Henry Srebrnik, [Charlottetown, PEI] Guardian
One of Britain’s premier institutions of
higher learning, Oxford University, in February was ordered by Jo Johnson, the British
government’s minister for universities, to investigate allegations of intolerance
towards Jews.
The university’s Jewish Society released a
dossier of eight separate allegations against the Oxford University Labour Club
(OULC) following the resignation of co-chairman Alex Chalmers, who claimed that
“a large proportion of both OULC and the student left in Oxford more generally
have some kind of problem with Jews.”
The club’s committee members were accused
of singing a song called “Rockets over Tel Aviv.” A campaign of harassment saw
one student facing regular calls of “filthy Zionist.”

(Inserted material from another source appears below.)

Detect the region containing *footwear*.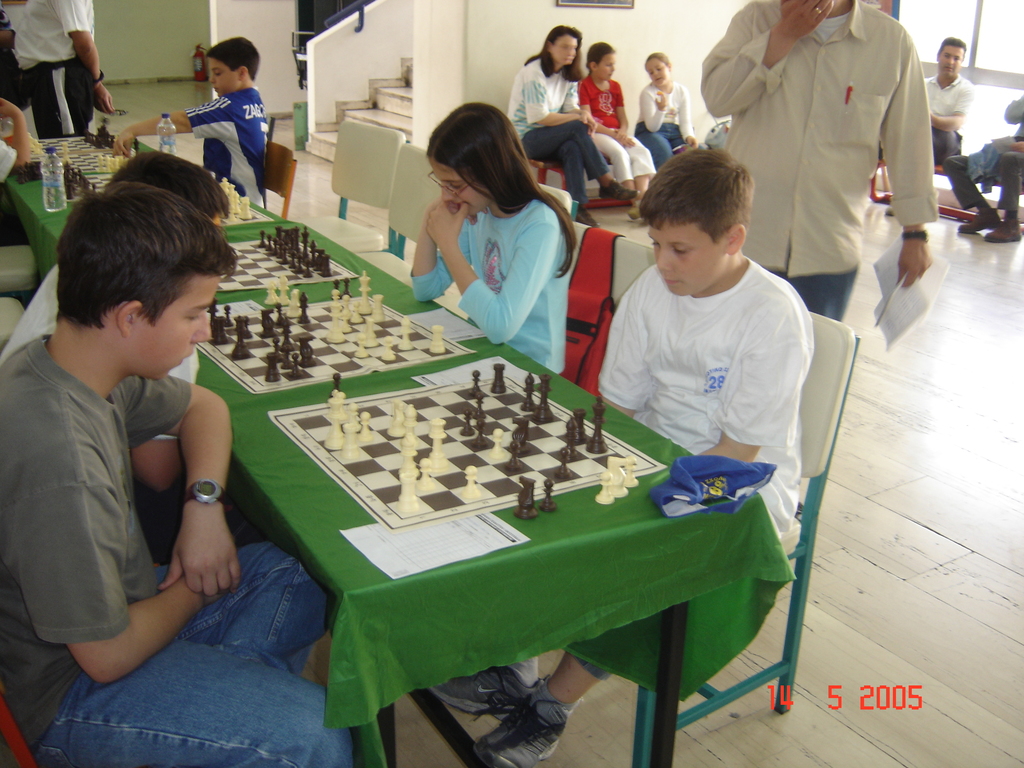
<box>428,660,542,721</box>.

Louise Ellman, the MP for Liverpool
Riverside, said she was “deeply disturbed” by the OULC’s support for Israel
Apartheid Week, adding that comparisons between Israel and apartheid-era South
Africa “are a grotesque smear.”
Another hotbed of anti-Zionist activity is
London University’s School of Oriental and African Studies. During its Israel
Apartheid Week in February, Rafeef Ziadah, the event chairman, described
Israel, which was created in 1948, as “ ’48 Palestine.”
Malia Bouattia, now the president of the
National Union of Students (NUS), claimed the government’s attacks on the event
were fuelled by “all manner of Zionist and neocon lobbies.”
In the past she has described the
University of Birmingham, which she attended, as a “Zionist outpost in higher
education” and refused to vote for a motion condemning the Islamic State. She
spoke at a meeting that was advertised with a poster featuring Hassan
Nasrallah, the leader of Hamas.
Labour MP John Mann, chair of the All-Party
Parliamentary Group Against Anti-Semitism, said the NUS “is not doing enough to
combat anti-Jewish hatred, and as such is failing in its responsibilities to
its members.”
In March, the University of Sussex Student
Union voted overwhelmingly to implement a full boycott on Israel goods, while
the board of the student union at University College London passed a nonbinding
motion endorsing the anti-Israel boycott movement.
Prior to the voting, the Friends of
Palestine society had organized a series of anti-Israel displays, dubbed the
“Palestine Experience,” that included setting up checkpoints at the university
that were manned by students dressed as Israeli soldiers.
More and
more, at many British universities, one hears the word “Zio” used, not as a
shortened reference to a Zionist, but as slang for Jew, the way “Yid” was used
by fascists in the 1930s.
London’s
new Labour Party mayor, Sadiq Khan, criticized the use of the term “Zio” as a
slur and noted that anti-Semitism is “not just a problem for the Jewish
community, it is a problem for society.”
He also rejected recent comments made by
Ken Livingstone, a former Labour mayor, who recently claimed that Adolf Hitler
had supported Zionism before he “went mad and ended up killing six million
Jews.”
Meanwhile, the Labour Party has launched a
probe, headed by Labour’s former leader of the House of Lords Baroness Jan
Royall, into the allegations of anti-Semitism at Oxford’s student Labour Club.